The International Day of Provenance Research has been taking place annually on the second Wednesday in April since 2019. It’s an occasion for various activities ranging from lectures to guided tours of museums, collections, and libraries and on to the publication of scholarly essays in the blog Retour. 8 April of this year saw the mdw participate in this day’s observance for the first time, doing so with a dedicated event and the opening of the permanent exhibition Stolen Melodies – Provenance Research at the ub.mdw in the open stacks of the mdw’ University Library (ub.mdw).
Provenance Research
Provenance research examines the provenance—i.e., the ownership chain—of artworks, cultural property, musical instruments, printed music, other forms of written music, books, and everyday items. Since the reform of Austria’s Art Restitution Act of 2009, such efforts encompass objects stolen not only under National Socialism but also during the Austrofascist period, which began in 1933. The Art Restitution Act obligates federal museums and federally owned collections to engage in provenance research, to which end the Commission for Provenance Research was established. Multiple federal provinces and municipalities have also passed acts and regulations at their own respective levels concerning the restitution of arts-related assets taken from their rightful owners under authoritarian regimes. And Austrian university libraries, for their part, have likewise been conducting provenance research since the turn of the millennium through various working groups and projects.
The Robbing of Jewish Citizens in 1938
Researching clues as to items’ provenance entails engaging with former owners’ biographies as well as reconstructing acquisition channels in order to discern what is known as the “provenance chain”. The period following Austria’s annexation by Nazi Germany on 12 March 1938 saw the Jewish population successively deprived of its basis for existence. Due to being banned from their occupations and the attendant loss of all income, many were forced to sell everyday items and valuable property to fund their lives in Austria or flee abroad. Those who attempted to flee frequently stored their property as removal goods—so-called Lifts—with shipping companies. In many cases, these goods remained in storage with the shippers—either because it proved impossible to bring them along into exile or because the owners were deported to concentration and extermination camps, where most of them were murdered. Those who were deported had to leave the lion’s share of their property behind in the “collection camps” and “group apartments” [Sammelwohnungen] where they had initially been forced to move. And from 1940 onward, the Gestapo Office for the Disposal of Jewish Removal Goods (VUGESTA) proceeded to liquidate all of their property to the Reich’s benefit.
Stolen Property at the mdw
Via these various paths, printed editions, sheet music, and musical instruments found their way into the trade in musical items and to instrument workshops and were sold to new owners, hence also becoming part of collections such as that of the present-day ub.mdw. As early as the 2000s, Kathrin Hui-Gregorovič began pursuing initial provenance-related clues in the library’s holdings. In 2012, the ub.mdw went on to establish the mdw’s Working Group on Provenance Research, which is headed by Michael Staudinger. A further impulse for provenance research at the mdw came from the research conducted by the author of this article for the exhibition If These Objects Could Speak. The Resonance of Contemporary History, as part of which the first restitution cases were presented to the public in 2023 and 2024. And since May 2025, a project funded by the mdw Rectorate and curated by the mdw Archive, the Department of Musicology and Performance Studies, and the University Library has been underway to systematically inspect the library’s holdings.
The history of the ub.mdw began on 1 January 1909, when a resolution of Emperor Franz Joseph I effected the state takeover of the Conservatory of the Gesellschaft der Musikfreunde in Vienna and its renaming as the Imperial-Royal Academy of Music and Performing Arts in Vienna. Since the Gesellschaft der Musikfreunde retained its own collection’s extensive and valuable library, the Academy then established a library of its own. The 1933–1945 period saw around 15,000 volumes (overwhelmingly of printed music) entered into the ub.mdw’s inventory books. As was the case at other libraries, many of these volumes were illegally obtained under National Socialist rule. Other such objects arrived at the ub.mdw after 1945 by way of acquisitions on the open market for musical items and books, purchases from antique dealers, and frequently anonymous “donations” as well as bequeathed estates. The inventory books, compiled from 1909 onward, provide information on modes of acquisition and the sellers or donors. Thanks to this valuable source, it is often possible to reconstruct chains of acquisition and custodial history.
A Societal Responsibility
On 8 April 2026, the International Day of Provenance Research was observed with the public presentation of two biographies of former owners of printed music held by the ub.mdw in an event that featured readings from extant letters and documents as well as music performed on the piano. This was followed by the opening of the exhibition Stolen Melodies – Provenance Research at the ub.mdw, which is the first permanent exhibition at an Austrian university library to be devoted to this topic. Its four display cabinets present instances of restitution, the biographies of the former owners, and cases that still require further research.
With this permanent exhibition, the ub.mdw’s provenance research project concerning the Nazi era is planting a flag for memorial work and the obligation to account for the past as part of its historical responsibility to uphold an active culture of remembrance.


▶ What is expected
What you give back must match the records below exactly, apart from the pictures, which are omitted.

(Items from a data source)
= = = =
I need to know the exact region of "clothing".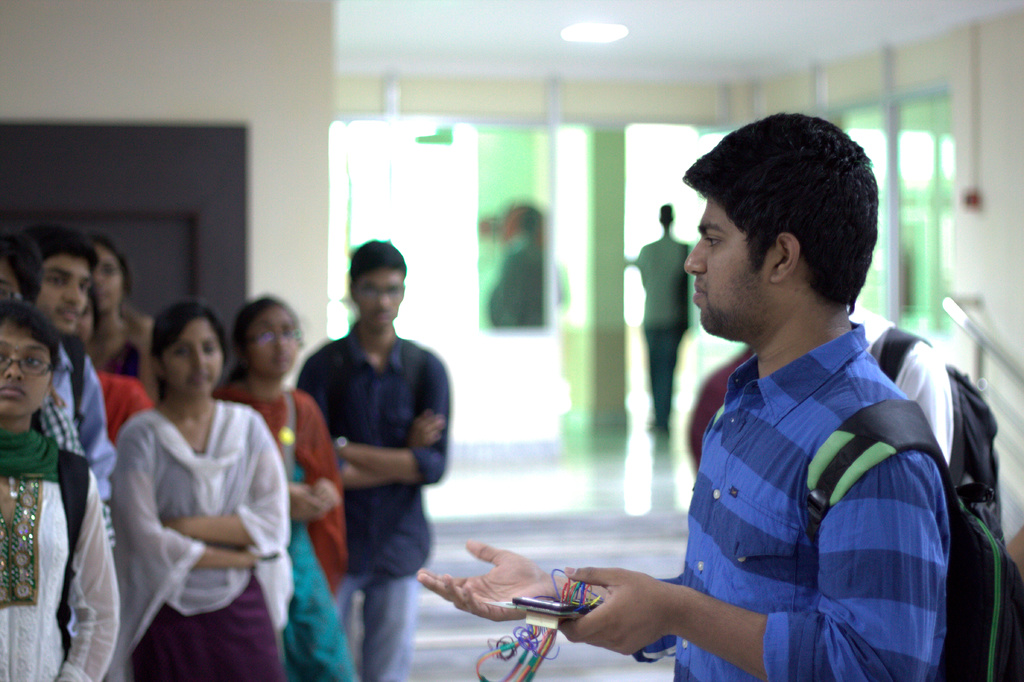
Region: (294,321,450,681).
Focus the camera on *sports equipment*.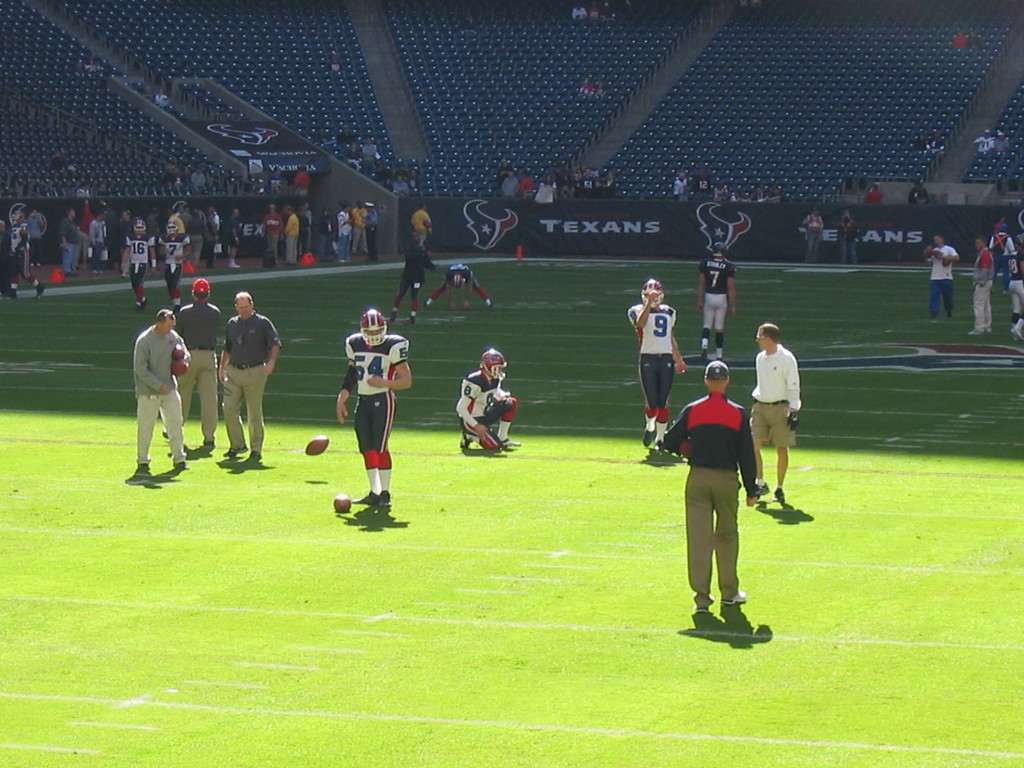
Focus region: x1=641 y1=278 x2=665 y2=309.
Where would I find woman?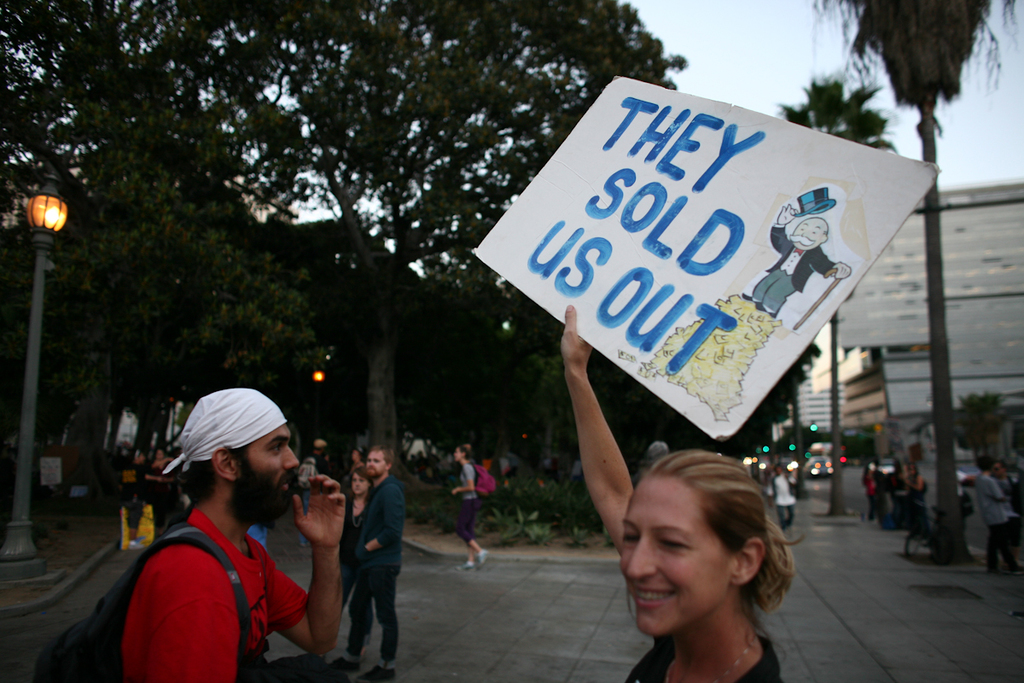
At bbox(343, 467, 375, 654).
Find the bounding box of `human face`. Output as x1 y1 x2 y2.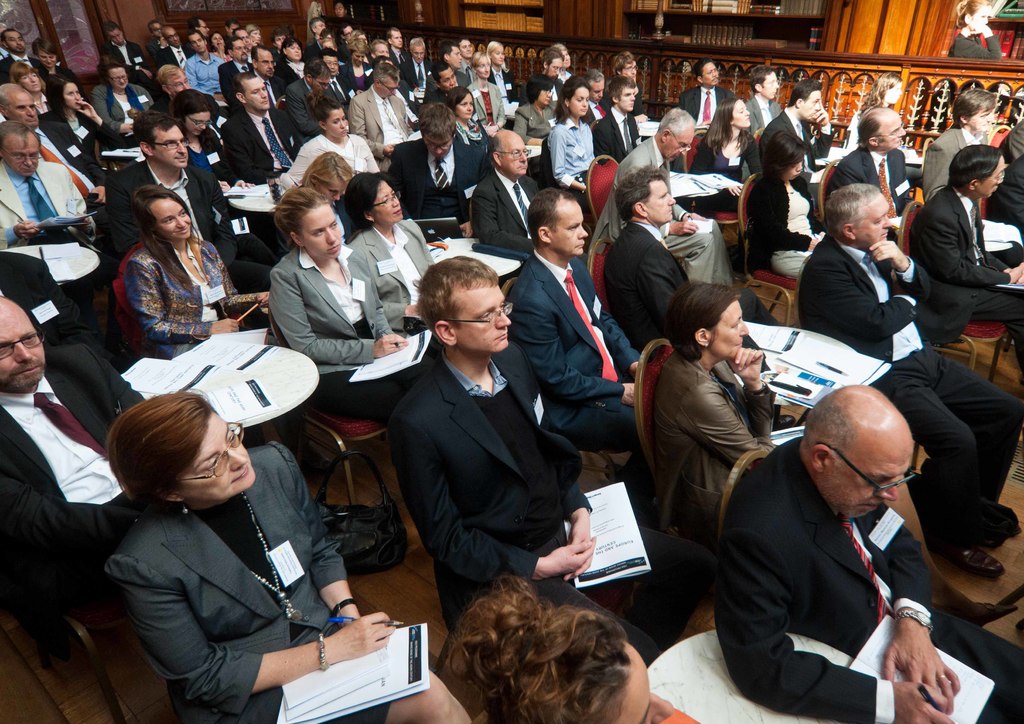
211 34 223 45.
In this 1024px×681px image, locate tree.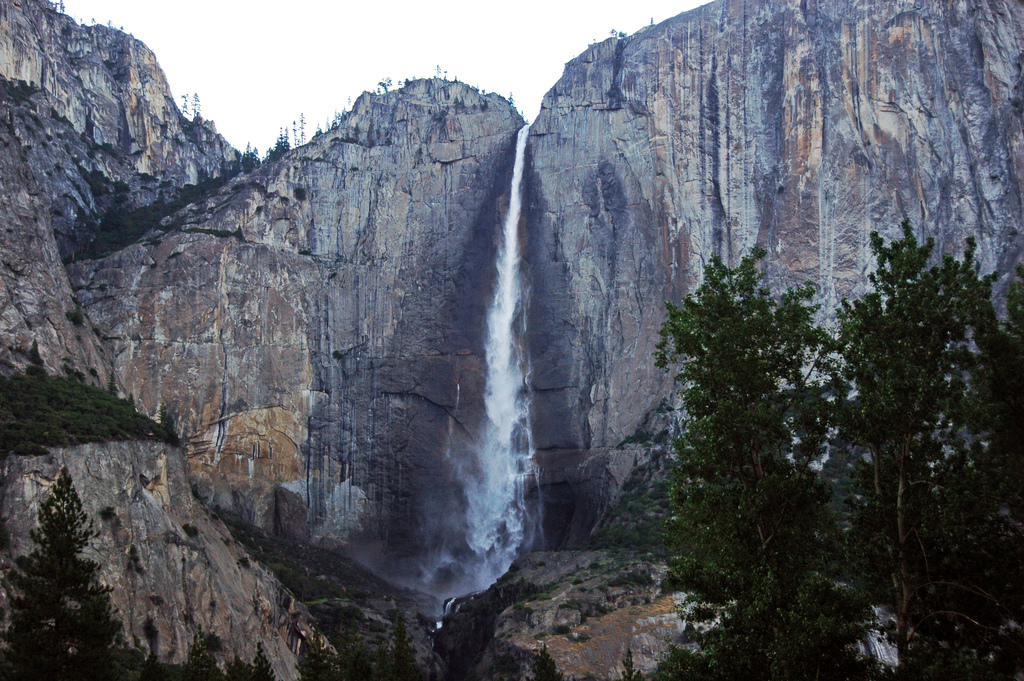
= = = =
▶ Written answer
I need to know the exact region of "clothing".
Region: (294,321,450,681).
Focus the camera on *sports equipment*.
Focus region: x1=641 y1=278 x2=665 y2=309.
Where would I find woman?
At bbox(343, 467, 375, 654).
Find the bounding box of `human face`. Output as x1 y1 x2 y2.
211 34 223 45.
In this 1024px×681px image, locate tree.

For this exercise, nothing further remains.